Japan operated for decades with a social covenant similar to those of many other Asian countries – accepting wealth in exchange for tolerating political iniquities. As a result, Japan, one of the world’s most honest societies, had one of the most corrupt political systems.
That social contract became frayed when Japan’s economic “bubble” came under pressure in 1989 and eventually collapsed, leading to a long slowdown from which Japan has yet to emerge. Japanese voters retaliated in 1993 by evicting the Liberal Democratic Party from power for the first time in 38 years.
The opposition ruled briefly and ineffectually, and last year the Liberal Democrats were effectively voted back to power, not so much in a moral victory as by default. Voters, stymied by the lack of attractive alternatives, are retreating from the electoral system in disgust, sending voting participation rates to their lowest levels ever, and politicians are even more hobbled than before.

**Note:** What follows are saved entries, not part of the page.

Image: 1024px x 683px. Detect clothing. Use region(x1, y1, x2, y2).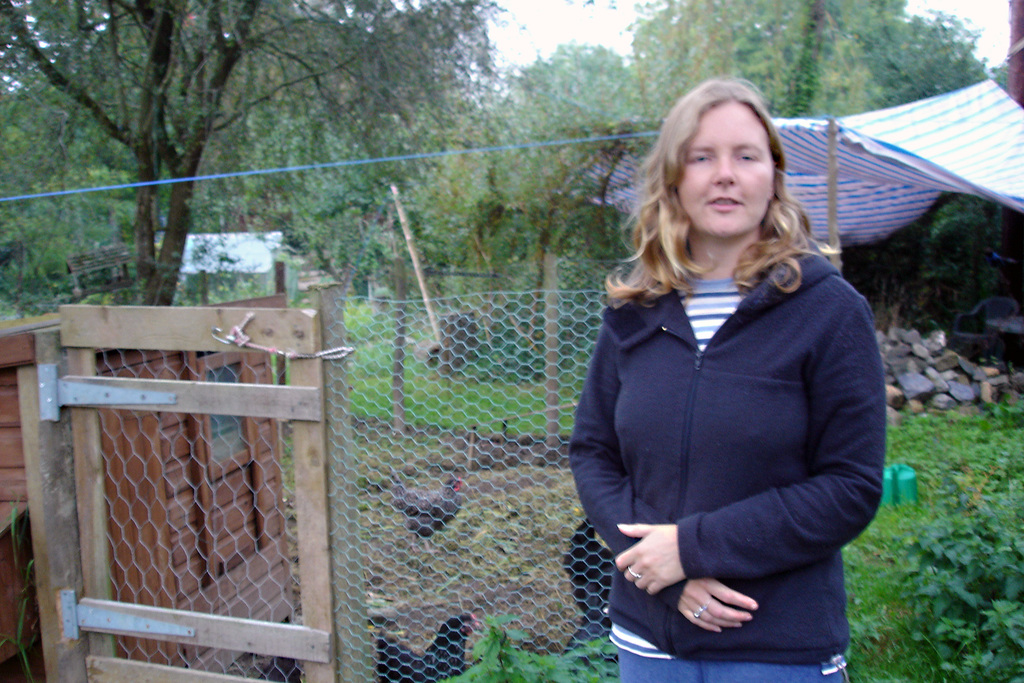
region(556, 175, 881, 628).
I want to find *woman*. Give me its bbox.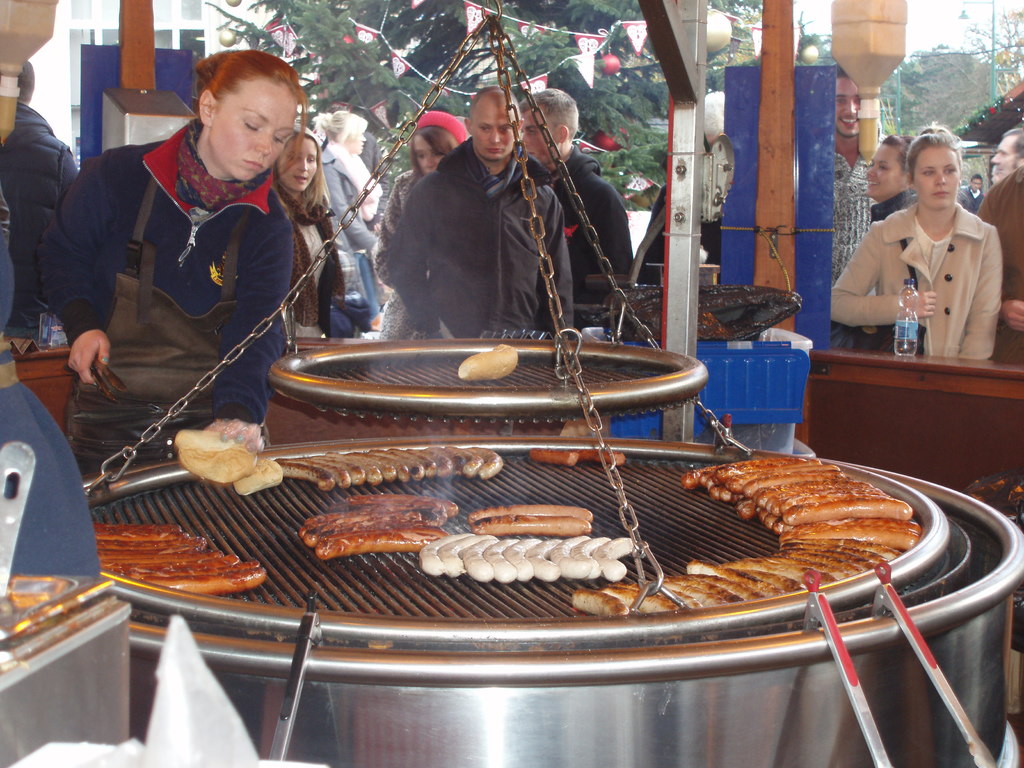
(left=262, top=132, right=341, bottom=325).
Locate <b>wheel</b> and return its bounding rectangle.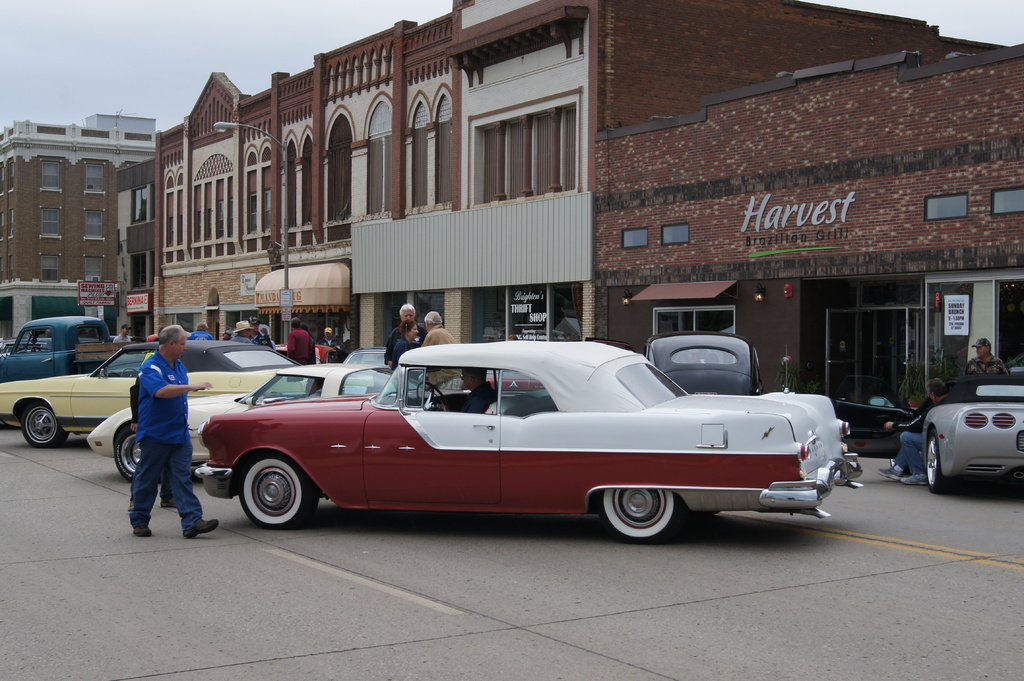
(924,424,951,492).
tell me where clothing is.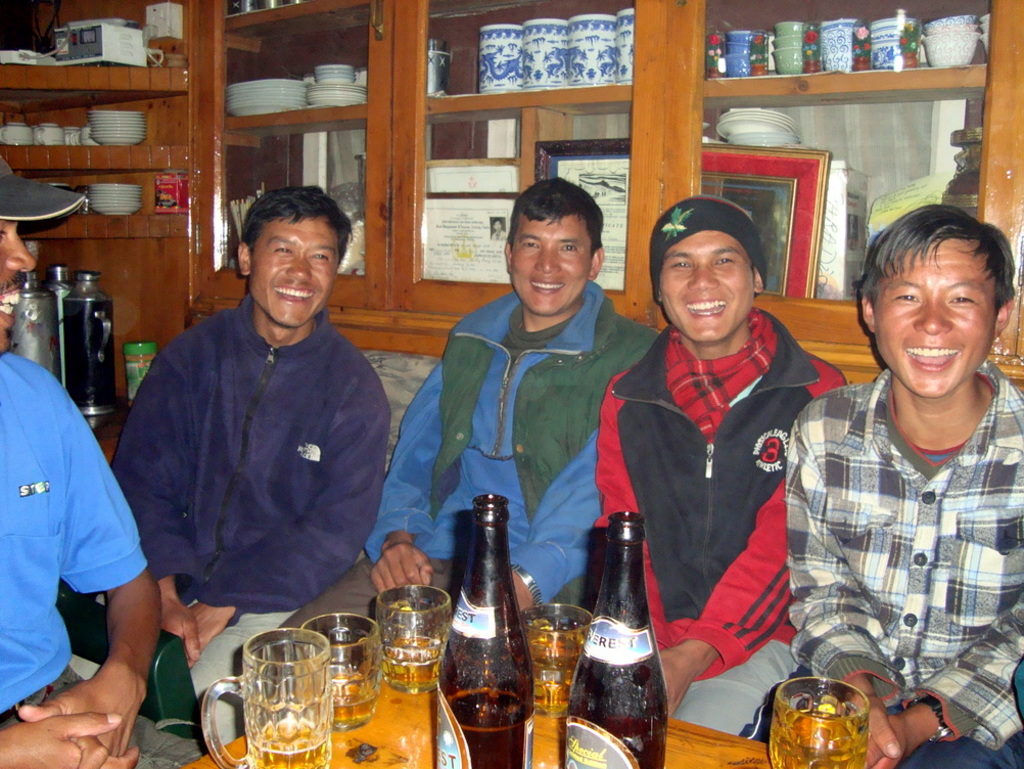
clothing is at region(115, 252, 398, 661).
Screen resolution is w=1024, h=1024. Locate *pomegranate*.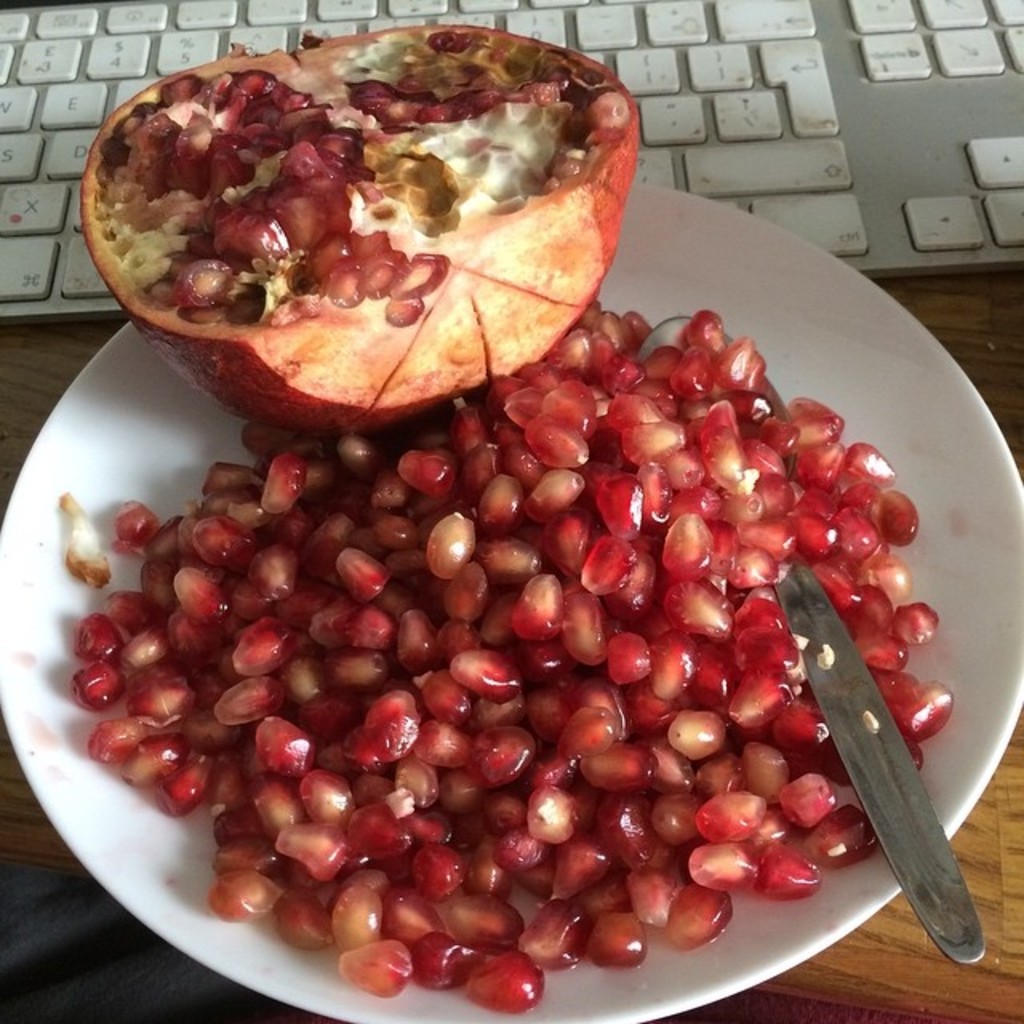
82, 24, 642, 443.
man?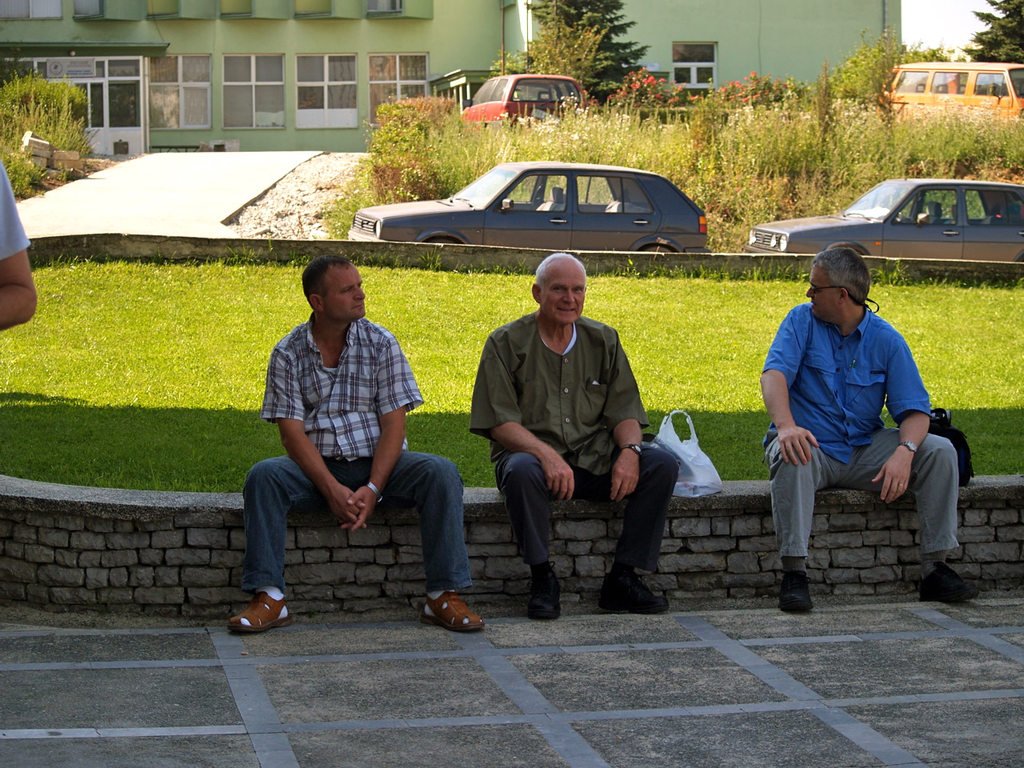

“The system has become more fragmented, and no one is ready to take charge of Japan,” said Takeshi Sasaki, a political scientist at Tokyo University. Another huge question mark concerns Indonesia, which like Thailand and South Korea has already turned to the International Monetary Fund for a bailout.
Indonesia has a population of 200-million and no clear successor to President Suharto (76). Although Suharto is still widely expected to win a seventh five-year presidential term next year, the economic crisis may weaken his authority and limit his ability to install whoever he wants as his successor.
Then there is the giant of the region, a domino that, while it is not wobbling now and perhaps never will, could produce a crash whose political, social and economic consequences would shake the world.
“The real question is China,” said Professor Michel Oksenberg, an Asia expert at Stanford University. “If China suffers a downturn, at what point will the substantial number of urban migrants feel pressure, and how will they react?”
China in some ways is vulnerable because the communist party has switched the basis of its legitimacy from the Maoist revolution of 1949 to the remarkable economic successes of the last 15 years.
The challenge for the party is that this economic triumph has also nurtured dangerously high economic expectations and the emergence of a class of tens of millions of migrant labourers who increasingly resemble something akin to the volatile proletariat that Marx warned might rise up against the owners of capital.
Oksenberg noted that there have been a growing number of reports of sporadic worker protests in recent years and added, “I do not think of the Chinese working class as quiescent, and I think that’s what makes the regime nervous.”